Take the entries that follow and return only the lines from the one with "Identify the location" through the final line, leaving every picture behind.

EXERCISE DATA below:

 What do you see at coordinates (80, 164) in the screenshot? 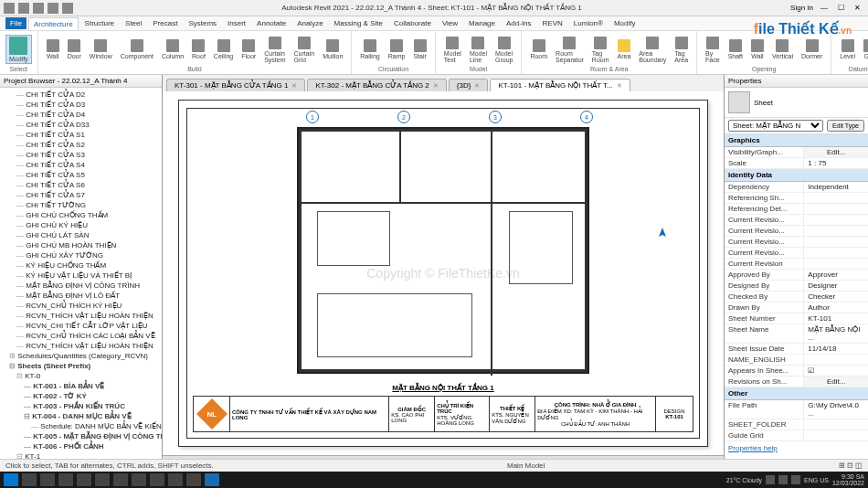
I see `tree-item: CHI TIẾT CỬA S4` at bounding box center [80, 164].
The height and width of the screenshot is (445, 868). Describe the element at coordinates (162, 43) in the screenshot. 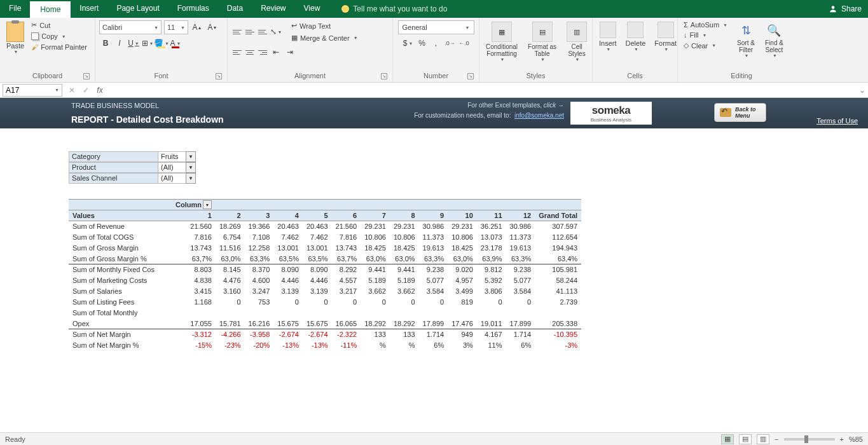

I see `fill-color-button: 🪣▼` at that location.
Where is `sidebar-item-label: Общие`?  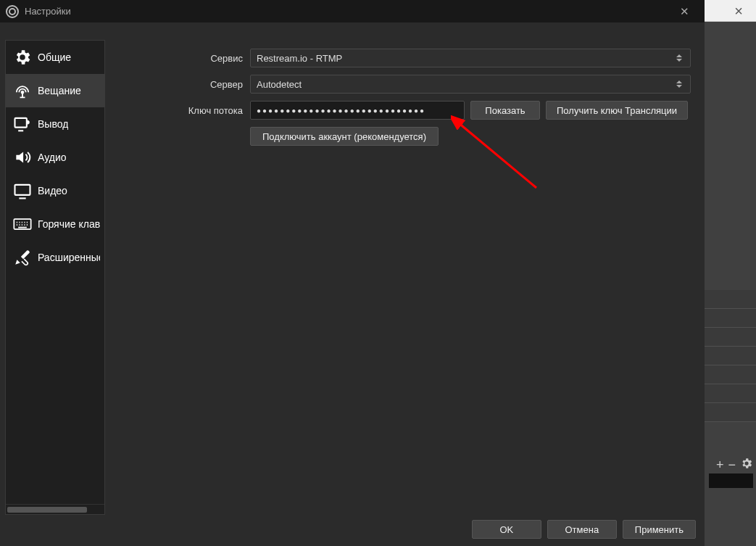
sidebar-item-label: Общие is located at coordinates (54, 57).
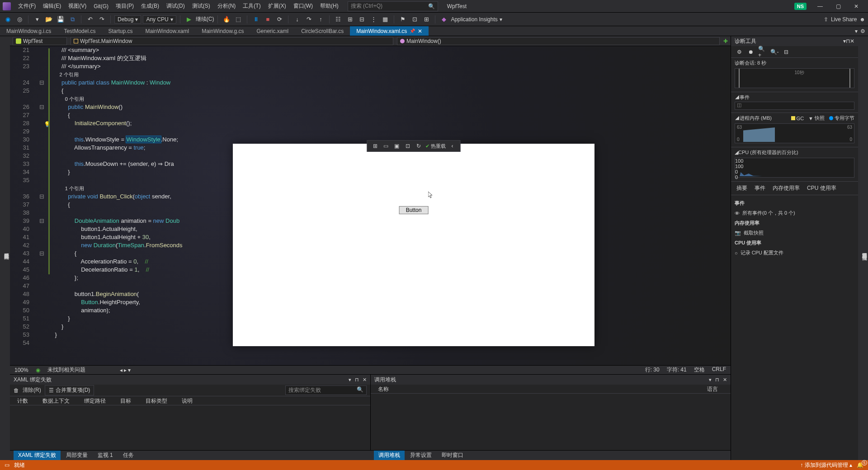  I want to click on menu-edit: 编辑(E), so click(52, 6).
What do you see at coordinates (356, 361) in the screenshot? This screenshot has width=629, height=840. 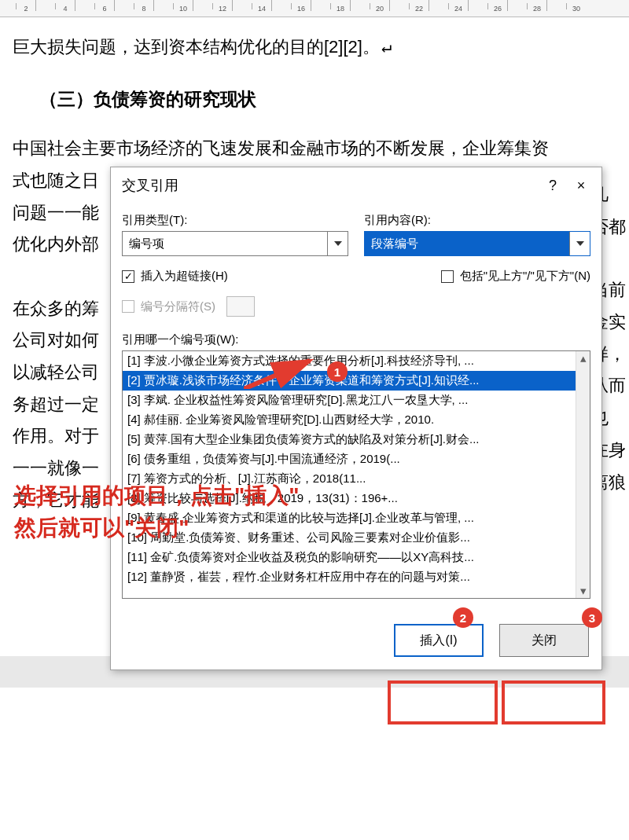 I see `list-item: [1] 李波.小微企业筹资方式选择的重要作用分析[J].科技经济导刊, ...` at bounding box center [356, 361].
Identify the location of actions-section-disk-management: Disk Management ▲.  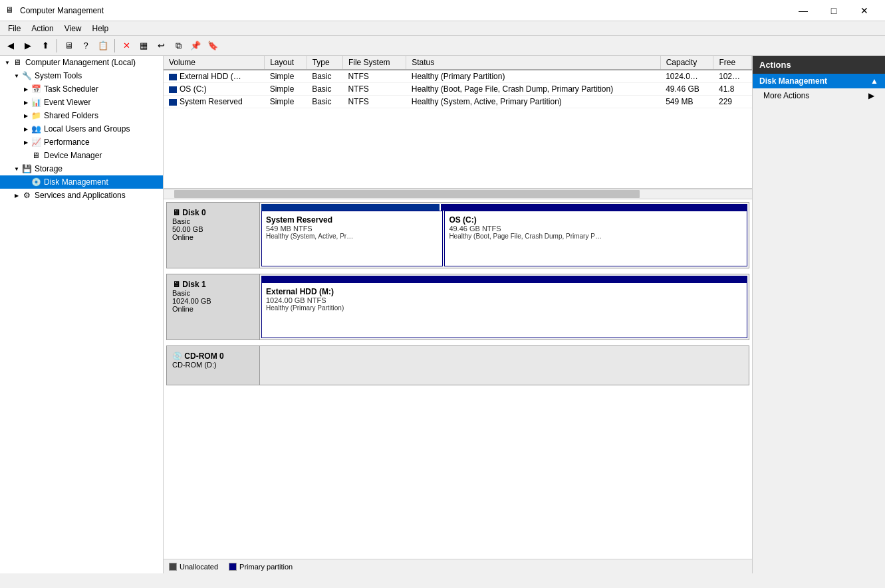
(819, 81).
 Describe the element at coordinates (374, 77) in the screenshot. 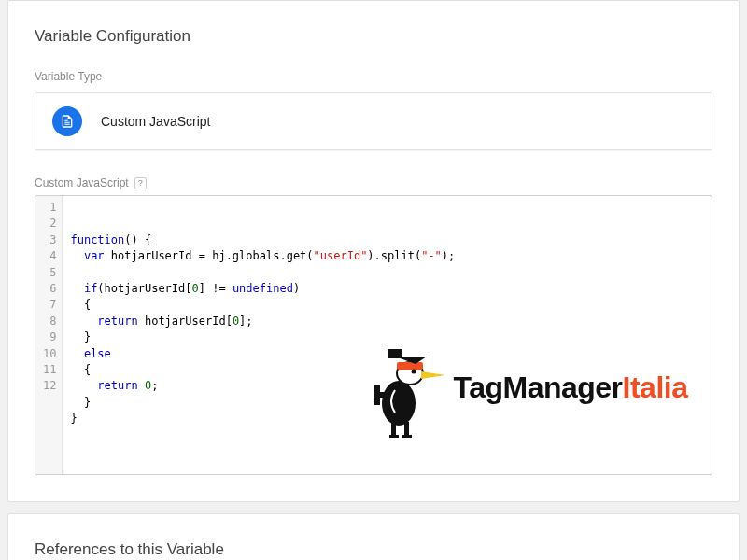

I see `variable-type-label: Variable Type` at that location.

End of EXERCISE DATA.

» SOLUTION FOR THIS EXERCISE
Identify the location of actions-section-disk-management: Disk Management ▲.  
(819, 81).
 Describe the element at coordinates (374, 77) in the screenshot. 

I see `variable-type-label: Variable Type` at that location.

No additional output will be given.